High Food Prices, The Economy, And You

October 2, 2008

So, we talk a lot here about food prices and what they mean to manufacturers and the folks at the start of the supply chain. But what about the folks at the other end, like you and me? As most people know first hand, food prices can be one of the biggest drains on families’ budgets – the bigger the family, the bigger the drain, and the lower a family’s income, the bigger bite food takes out of the monthly budget.

The United Nations’ Food and Agriculture Organization estimated that international food prices are up more than 60 percent since 2006, including a staggering climb during the first three months of 2008. Beyond the obvious bad news, other economic dangers stem from high food prices – a reverse “trickle-down” effect. Food and housing are a family’s two basic costs, expenses that cannot be forgone or significantly trimmed back – everyone needs to eat and needs a roof over their head.
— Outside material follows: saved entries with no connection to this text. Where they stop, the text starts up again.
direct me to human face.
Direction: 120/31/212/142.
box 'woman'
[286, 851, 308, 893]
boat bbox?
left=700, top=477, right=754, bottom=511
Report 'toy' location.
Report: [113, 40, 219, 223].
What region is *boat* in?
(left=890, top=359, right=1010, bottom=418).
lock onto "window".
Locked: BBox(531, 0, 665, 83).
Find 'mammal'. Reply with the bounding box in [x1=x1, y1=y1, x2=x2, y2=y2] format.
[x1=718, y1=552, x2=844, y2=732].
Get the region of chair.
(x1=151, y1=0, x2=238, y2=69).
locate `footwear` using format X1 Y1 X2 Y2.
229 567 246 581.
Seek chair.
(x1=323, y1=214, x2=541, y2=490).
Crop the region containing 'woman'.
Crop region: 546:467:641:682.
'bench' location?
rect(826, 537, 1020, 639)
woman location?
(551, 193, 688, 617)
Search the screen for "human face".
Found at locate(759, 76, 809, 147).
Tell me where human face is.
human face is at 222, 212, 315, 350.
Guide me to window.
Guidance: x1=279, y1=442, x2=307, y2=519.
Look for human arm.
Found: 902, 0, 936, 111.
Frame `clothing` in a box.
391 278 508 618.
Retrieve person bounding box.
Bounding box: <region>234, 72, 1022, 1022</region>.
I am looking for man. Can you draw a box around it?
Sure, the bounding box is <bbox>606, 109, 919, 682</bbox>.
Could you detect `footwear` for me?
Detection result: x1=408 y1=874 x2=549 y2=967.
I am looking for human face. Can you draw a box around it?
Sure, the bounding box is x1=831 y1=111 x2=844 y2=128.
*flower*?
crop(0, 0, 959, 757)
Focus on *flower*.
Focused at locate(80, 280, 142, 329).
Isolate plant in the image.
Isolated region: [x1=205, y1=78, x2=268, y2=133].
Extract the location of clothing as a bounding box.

As those costs increase, consumers stop discretionary spending: restaurant visits slow down, people stop buying big ticket items, and generally stop spending money. Those at the bottom of the economic ladder also need more support, providing further strain.

Food prices are all encompassing, affecting broad swaths of the public and creating depressed conditions at the very base of the economy – consumers. Combine this with extreme pressure from the financial markets, and the country’s economy is squeezed from almost every angle.

This is a very simple illustration of why food producers need to intelligently determine prices. Smart prices throughout the supply chain benefit everyone in the long run.